Tuesday 23 October 2012

Ancestry updates London Poor Law records set

120x60: I’m, your NanAncestry has updated its London Poor Law Records 1430-1973 collection. (UPDATE 30 October: According to a tweet today, some 300,000 records were added to the online collection.) As is standard for these 'updates', there's no information about quite what the update entails, but I've taken the announcement as a timely opportunity to mention the usefulness of English Poor Law records for Irish genealogy research.

Poor Law Records contain many, many Irish people. And not just in the most obvious collection sets such as the workhouse and infirmary records, or registers of apprentices.

On arrival from Ireland, many found their lives no less precarious than back home. If they fell sick or were injured, they may well have applied for temporary relief from the local parish.

New to the parish, and without the professional or family means to support him/herself, such an individual would not have the formal status of 'settlement' in the parish; as such, while it might extend funds to the struggling Irish migrant, it would try to claim a refund from the 'home' parish, back in Ireland.

So Poor Law records can be a rich source of information if your ancestors either settled in England or migrated there on a temporary or seasonal basis.

The London collection on Ancestry is extensive, with 2.8million records available. They have not been indexed, however, so you have to identify which documents your ancestors may appear in and browse accordingly. The records include:
  • Admission and discharge books of workhouses
  • Registers of individuals in the infirmary
  • Creed registers
  • School registers
  • Registers of children boarded out or sent to various other institutions
  • Registers of apprentices
  • Registers of lunatics
  • Registers of servants
  • Registers of children
  • Registers of relief to wives and children
  • Registers of inmates
  • Registers of indoor poor
  • Registers of deserted children
The exact information you can find about your ancestors varies according to what type of record you’re looking at.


:: EXERCISE DESCRIPTION ::
The records that follow are to be copied word for word. Pictures should be omitted.

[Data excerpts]
........

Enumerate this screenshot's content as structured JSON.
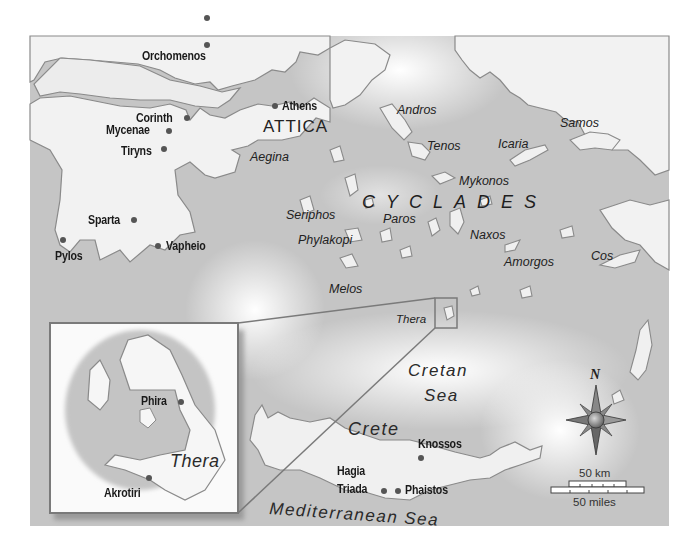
{
  "map": {
    "title": "Aegean Bronze Age sites",
    "sites": [
      {
        "name": "Orchomenos"
      },
      {
        "name": "Athens"
      },
      {
        "name": "Corinth"
      },
      {
        "name": "Mycenae"
      },
      {
        "name": "Tiryns"
      },
      {
        "name": "Sparta"
      },
      {
        "name": "Vapheio"
      },
      {
        "name": "Pylos"
      },
      {
        "name": "Knossos"
      },
      {
        "name": "Hagia"
      },
      {
        "name": "Triada"
      },
      {
        "name": "Phaistos"
      }
    ],
    "regions": {
      "attica": "ATTICA",
      "cyclades": "CYCLADES",
      "crete": "Crete"
    },
    "islands": [
      {
        "name": "Aegina"
      },
      {
        "name": "Andros"
      },
      {
        "name": "Tenos"
      },
      {
        "name": "Icaria"
      },
      {
        "name": "Samos"
      },
      {
        "name": "Mykonos"
      },
      {
        "name": "Seriphos"
      },
      {
        "name": "Paros"
      },
      {
        "name": "Naxos"
      },
      {
        "name": "Phylakopi"
      },
      {
        "name": "Amorgos"
      },
      {
        "name": "Cos"
      },
      {
        "name": "Melos"
      },
      {
        "name": "Thera"
      }
    ],
    "seas": {
      "cretan_line1": "Cretan",
      "cretan_line2": "Sea",
      "mediterranean": "Mediterranean Sea"
    },
    "inset": {
      "island": "Thera",
      "sites": [
        {
          "name": "Phira"
        },
        {
          "name": "Akrotiri"
        }
      ]
    },
    "compass": {
      "north_label": "N"
    },
    "scale": {
      "km_label": "50 km",
      "miles_label": "50 miles"
    },
    "colors": {
      "sea": "#c4c4c4",
      "land": "#f2f2f2",
      "coast": "#8a8a8a",
      "inset_border": "#7a7a7a",
      "dot": "#555555"
    }
  }
}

........

:: SOLUTION BELOW ::
Enumerate this screenshot's content as structured JSON.
{
  "map": {
    "title": "Aegean Bronze Age sites",
    "sites": [
      {
        "name": "Orchomenos"
      },
      {
        "name": "Athens"
      },
      {
        "name": "Corinth"
      },
      {
        "name": "Mycenae"
      },
      {
        "name": "Tiryns"
      },
      {
        "name": "Sparta"
      },
      {
        "name": "Vapheio"
      },
      {
        "name": "Pylos"
      },
      {
        "name": "Knossos"
      },
      {
        "name": "Hagia"
      },
      {
        "name": "Triada"
      },
      {
        "name": "Phaistos"
      }
    ],
    "regions": {
      "attica": "ATTICA",
      "cyclades": "CYCLADES",
      "crete": "Crete"
    },
    "islands": [
      {
        "name": "Aegina"
      },
      {
        "name": "Andros"
      },
      {
        "name": "Tenos"
      },
      {
        "name": "Icaria"
      },
      {
        "name": "Samos"
      },
      {
        "name": "Mykonos"
      },
      {
        "name": "Seriphos"
      },
      {
        "name": "Paros"
      },
      {
        "name": "Naxos"
      },
      {
        "name": "Phylakopi"
      },
      {
        "name": "Amorgos"
      },
      {
        "name": "Cos"
      },
      {
        "name": "Melos"
      },
      {
        "name": "Thera"
      }
    ],
    "seas": {
      "cretan_line1": "Cretan",
      "cretan_line2": "Sea",
      "mediterranean": "Mediterranean Sea"
    },
    "inset": {
      "island": "Thera",
      "sites": [
        {
          "name": "Phira"
        },
        {
          "name": "Akrotiri"
        }
      ]
    },
    "compass": {
      "north_label": "N"
    },
    "scale": {
      "km_label": "50 km",
      "miles_label": "50 miles"
    },
    "colors": {
      "sea": "#c4c4c4",
      "land": "#f2f2f2",
      "coast": "#8a8a8a",
      "inset_border": "#7a7a7a",
      "dot": "#555555"
    }
  }
}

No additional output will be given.